RISK – No time to cruise in a very risky business

risk insurance commissions insurance insurance industry

18 February 1999
| By Anonymous (not verified) |

Is risk insurance becoming too risky for insurers?

Judging by the recent reactions from trend-watchers in the insurance industry, it would seem so. Profitability has declined alarmingly in some sectors, they warn, and others appear to be going the same way. Claims experiences are worsening, premiums are rising, and some insurance companies are even expected to flee the business in future, much as they did in the US earlier this decade.

A variety of factors are to blame. Over the past decade or so, strong growth and fierce competition in the personal risk insurance market spurred insurers to grab market share. Consequently, they have bolted on more generous features and definitions to their products, which industry experts have blamed for worsening claims experiences, particularly in areas like disability (see chart).
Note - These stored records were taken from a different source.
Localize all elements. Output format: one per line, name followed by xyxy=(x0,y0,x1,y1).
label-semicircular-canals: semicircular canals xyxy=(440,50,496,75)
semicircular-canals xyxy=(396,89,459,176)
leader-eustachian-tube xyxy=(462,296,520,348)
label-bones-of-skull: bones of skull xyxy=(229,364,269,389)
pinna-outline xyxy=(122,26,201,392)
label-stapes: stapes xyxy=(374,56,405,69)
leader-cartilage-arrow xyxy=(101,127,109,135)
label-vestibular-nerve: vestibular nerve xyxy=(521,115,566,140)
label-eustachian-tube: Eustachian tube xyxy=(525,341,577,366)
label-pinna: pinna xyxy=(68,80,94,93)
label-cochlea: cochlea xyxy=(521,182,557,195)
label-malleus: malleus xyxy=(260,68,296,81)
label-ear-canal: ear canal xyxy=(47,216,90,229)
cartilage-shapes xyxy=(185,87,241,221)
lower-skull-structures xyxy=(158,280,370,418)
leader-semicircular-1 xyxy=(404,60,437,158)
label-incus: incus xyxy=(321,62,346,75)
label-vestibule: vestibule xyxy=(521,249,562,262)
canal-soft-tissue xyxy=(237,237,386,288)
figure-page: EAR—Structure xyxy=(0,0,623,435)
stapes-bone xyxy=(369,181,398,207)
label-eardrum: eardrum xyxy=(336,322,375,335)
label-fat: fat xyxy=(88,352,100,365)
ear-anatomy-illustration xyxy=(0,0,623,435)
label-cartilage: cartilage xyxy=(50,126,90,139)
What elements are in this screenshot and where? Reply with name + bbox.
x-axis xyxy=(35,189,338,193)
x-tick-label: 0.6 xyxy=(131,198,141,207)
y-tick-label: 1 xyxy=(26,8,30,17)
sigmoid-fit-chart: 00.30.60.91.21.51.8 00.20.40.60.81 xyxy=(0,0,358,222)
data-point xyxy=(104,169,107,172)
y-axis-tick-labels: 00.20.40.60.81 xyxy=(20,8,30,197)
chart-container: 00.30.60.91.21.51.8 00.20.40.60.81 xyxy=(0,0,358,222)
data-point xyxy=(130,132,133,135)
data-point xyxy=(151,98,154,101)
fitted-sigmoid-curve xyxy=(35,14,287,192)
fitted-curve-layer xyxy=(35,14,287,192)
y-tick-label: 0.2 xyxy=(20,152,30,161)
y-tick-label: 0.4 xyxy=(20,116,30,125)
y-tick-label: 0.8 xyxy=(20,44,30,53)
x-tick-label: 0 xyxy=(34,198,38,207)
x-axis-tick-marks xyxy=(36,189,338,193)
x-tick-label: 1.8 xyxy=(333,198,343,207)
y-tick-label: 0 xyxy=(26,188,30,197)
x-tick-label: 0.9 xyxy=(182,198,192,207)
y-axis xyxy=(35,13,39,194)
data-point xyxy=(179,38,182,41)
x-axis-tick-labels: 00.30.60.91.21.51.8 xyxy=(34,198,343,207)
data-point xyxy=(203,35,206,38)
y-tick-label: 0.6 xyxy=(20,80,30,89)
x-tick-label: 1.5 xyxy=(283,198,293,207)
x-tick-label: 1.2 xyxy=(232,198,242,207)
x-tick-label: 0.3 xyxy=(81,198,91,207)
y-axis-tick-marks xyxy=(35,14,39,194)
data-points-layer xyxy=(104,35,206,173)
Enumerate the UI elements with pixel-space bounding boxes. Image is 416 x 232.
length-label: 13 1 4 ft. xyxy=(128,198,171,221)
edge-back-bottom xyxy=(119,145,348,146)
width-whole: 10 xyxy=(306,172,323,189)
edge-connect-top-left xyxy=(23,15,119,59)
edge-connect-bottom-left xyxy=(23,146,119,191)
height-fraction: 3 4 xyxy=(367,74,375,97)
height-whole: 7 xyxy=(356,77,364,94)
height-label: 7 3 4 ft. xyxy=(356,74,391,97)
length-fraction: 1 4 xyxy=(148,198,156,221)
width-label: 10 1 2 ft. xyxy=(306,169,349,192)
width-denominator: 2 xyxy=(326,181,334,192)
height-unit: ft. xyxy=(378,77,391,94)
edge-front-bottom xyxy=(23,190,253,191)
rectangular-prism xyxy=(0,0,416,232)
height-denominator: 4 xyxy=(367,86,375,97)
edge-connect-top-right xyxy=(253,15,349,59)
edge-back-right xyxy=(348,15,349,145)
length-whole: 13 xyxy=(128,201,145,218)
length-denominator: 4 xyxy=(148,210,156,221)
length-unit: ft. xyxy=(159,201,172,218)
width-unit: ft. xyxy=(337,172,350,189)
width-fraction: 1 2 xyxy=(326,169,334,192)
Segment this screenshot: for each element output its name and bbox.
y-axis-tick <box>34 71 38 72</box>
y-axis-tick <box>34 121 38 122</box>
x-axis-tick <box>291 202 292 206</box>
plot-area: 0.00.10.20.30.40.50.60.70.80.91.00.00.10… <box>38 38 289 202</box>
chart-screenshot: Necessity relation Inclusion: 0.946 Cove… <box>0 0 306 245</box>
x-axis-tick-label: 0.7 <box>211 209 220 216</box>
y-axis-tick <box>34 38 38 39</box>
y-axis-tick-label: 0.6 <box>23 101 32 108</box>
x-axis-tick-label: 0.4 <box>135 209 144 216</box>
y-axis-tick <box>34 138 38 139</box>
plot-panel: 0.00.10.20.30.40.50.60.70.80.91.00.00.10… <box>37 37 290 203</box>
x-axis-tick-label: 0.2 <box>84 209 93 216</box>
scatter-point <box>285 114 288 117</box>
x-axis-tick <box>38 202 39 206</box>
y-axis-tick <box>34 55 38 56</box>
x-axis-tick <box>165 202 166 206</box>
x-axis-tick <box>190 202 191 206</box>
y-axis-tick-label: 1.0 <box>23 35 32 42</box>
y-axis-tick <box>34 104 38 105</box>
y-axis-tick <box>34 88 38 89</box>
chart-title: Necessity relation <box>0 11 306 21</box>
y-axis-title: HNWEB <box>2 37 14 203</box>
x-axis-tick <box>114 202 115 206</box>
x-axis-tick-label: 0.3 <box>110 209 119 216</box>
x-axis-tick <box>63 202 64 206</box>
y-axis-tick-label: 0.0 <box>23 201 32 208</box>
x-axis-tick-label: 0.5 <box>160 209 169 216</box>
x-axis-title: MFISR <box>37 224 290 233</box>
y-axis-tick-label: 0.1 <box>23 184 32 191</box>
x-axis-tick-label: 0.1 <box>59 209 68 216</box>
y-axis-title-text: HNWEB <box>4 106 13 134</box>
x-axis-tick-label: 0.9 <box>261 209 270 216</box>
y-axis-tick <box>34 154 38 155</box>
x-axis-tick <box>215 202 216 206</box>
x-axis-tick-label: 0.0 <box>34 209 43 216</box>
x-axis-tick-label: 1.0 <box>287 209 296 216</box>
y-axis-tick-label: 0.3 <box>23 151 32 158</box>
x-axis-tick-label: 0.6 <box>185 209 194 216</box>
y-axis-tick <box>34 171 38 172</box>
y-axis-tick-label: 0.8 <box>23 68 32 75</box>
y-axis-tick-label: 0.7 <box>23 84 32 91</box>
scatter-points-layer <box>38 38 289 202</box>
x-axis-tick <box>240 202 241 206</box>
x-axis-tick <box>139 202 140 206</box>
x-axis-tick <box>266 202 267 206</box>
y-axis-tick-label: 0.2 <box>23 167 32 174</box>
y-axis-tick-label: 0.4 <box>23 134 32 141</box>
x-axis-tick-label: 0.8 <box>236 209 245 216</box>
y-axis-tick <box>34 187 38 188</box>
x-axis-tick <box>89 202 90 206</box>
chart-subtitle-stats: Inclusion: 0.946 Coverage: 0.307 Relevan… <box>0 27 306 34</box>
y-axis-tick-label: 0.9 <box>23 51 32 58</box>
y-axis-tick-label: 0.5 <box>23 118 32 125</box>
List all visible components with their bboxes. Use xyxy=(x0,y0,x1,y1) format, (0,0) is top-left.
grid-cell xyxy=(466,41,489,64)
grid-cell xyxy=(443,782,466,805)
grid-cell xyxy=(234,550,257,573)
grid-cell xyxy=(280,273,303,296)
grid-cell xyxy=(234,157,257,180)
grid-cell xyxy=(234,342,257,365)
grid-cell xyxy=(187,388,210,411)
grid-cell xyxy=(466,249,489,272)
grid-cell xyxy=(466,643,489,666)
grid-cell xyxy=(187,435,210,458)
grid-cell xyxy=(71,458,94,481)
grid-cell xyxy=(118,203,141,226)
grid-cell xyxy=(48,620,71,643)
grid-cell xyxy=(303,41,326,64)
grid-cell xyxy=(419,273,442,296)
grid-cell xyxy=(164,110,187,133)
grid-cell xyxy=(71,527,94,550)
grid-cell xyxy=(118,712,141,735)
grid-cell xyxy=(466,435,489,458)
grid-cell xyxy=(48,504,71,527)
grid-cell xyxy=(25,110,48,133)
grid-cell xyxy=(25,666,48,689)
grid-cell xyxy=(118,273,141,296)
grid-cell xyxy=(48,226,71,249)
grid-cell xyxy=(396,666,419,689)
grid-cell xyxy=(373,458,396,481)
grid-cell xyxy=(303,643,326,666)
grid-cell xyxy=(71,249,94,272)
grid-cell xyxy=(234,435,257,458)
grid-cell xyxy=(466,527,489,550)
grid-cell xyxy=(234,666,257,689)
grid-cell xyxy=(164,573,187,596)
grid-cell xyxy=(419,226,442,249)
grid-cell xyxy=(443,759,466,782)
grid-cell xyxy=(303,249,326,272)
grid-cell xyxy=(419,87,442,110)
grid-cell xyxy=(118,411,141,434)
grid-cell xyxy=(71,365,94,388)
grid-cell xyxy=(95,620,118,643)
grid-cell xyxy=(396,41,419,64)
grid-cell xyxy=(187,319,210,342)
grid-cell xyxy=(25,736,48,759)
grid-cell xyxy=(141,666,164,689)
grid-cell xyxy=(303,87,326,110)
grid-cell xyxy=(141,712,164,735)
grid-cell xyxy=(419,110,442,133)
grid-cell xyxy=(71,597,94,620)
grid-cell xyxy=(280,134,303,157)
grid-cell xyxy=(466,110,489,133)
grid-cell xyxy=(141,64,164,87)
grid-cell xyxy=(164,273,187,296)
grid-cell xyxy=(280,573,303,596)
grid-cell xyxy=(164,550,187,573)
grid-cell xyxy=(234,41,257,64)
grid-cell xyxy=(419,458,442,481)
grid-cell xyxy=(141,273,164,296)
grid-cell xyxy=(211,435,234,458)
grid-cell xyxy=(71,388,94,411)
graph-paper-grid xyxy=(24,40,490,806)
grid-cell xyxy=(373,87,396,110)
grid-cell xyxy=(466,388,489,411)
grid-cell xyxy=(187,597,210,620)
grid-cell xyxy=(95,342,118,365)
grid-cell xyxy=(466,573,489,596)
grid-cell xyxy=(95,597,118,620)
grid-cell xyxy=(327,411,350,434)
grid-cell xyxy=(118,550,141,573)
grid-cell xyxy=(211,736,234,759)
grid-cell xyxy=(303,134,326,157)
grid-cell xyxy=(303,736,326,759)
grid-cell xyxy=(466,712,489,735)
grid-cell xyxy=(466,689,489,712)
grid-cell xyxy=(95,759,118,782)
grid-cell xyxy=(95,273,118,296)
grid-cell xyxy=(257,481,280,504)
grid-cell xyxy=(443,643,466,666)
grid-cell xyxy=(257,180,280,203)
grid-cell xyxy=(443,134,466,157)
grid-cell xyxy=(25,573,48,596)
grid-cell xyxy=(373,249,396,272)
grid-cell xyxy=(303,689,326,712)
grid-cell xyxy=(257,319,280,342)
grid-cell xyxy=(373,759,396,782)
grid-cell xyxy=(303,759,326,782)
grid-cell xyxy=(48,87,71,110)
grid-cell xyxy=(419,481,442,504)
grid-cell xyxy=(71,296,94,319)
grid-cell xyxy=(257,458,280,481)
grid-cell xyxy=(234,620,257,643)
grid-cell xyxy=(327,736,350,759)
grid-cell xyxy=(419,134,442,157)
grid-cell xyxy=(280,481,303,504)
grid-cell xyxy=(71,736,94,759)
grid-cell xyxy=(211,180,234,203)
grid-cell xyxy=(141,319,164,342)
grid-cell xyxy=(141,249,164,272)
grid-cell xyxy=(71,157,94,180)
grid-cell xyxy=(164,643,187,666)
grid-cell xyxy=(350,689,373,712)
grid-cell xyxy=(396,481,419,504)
"The fact of the matter is that our products have become simply far too generous," says Graham Morrison, general manager of operations at MLC Life's Protection Business Unit. "More generous than necessary to meet risk needs; more generous than portfolios can sustain over time."

That deterioration has been fuelled by growing trends on the consumer side over the past decade. Changing work patterns have resulted in more contract and part-time workers and more job changes. That, combined with increasing awareness and diagnosis of some disorders (see table) has also eroded the long-term sustainability of some risk lines.

TABLE:

New mental and nervous disorder claims as % of all new claims

(claim cost including duration)

1984-89 1987-91 1989-93 1991-95

male 9 12 13 (18) 18 (27)

female 12 13 16 (20) 20 (30)

Source: Australian Institute of Actuaries.

As Mark Gallagher, managing director of Swiss Re Life and Health, argues: "some product features have resulted in many more claims than were ever anticipated when these features were introduced."

These trends have led Morrison to argue that it is virtually impossible for any organisation to build a profitable risk portfolio by orthodox means with market conditions as we currently know them. In fact, he says: "it is becoming increasingly difficult to maintain profitability in an existing portfolio, assuming it is currently profitable."

He has identified a range of problem signs for insurance companies in the risk market. These include over-insurance; offering lifetime and long-term partial benefits and liberal termination provisions; inexperienced underwriters, claims personnel and product managers; and focusing on market share instead of profit.

Research houses and intermediaries also drive the process. Intermediaries are attracted to risk products with high research-house ratings, but these are often awarded to features and definitions which lead to long-term claim problems. This selling point in turn drives risk product managers to add still more of the offending features and definitions.

This has led John Darwin, managing director of CBD Insurances, to argue that product managers have no role in the future of risk insurance. "They waste time coming up with extra features like free vet cover for your dog while you're in hospital," he says. "It's rubbish."

He believes that all players in the industry, from intermediary advisers and distributors to life offices, underwriters and re-insurers, to refocus on issues that will lead to greater sustainability in the risk product market.

He says intermediaries must in future develop agreed target markets of people who actually want to buy risk products. They should explain the value of the insurance, ensure it fits the client's needs and document the whole process.

Morrison says insurers must tighten up underwriting and claims processes as well as cut costs. They also need to accelerate the shift form upfront commission to on-going or "trailing" commissions to make risk business more sustainable.

He says companies should provide difference services to intermediaries to shift the focus away from benefits and premiums and look into offering advisers incentives to sell more "sensible" products.

Making such substantial changes, he argues, will produce better outcomes for consumers by making insurers portfolios "more profitable and robust".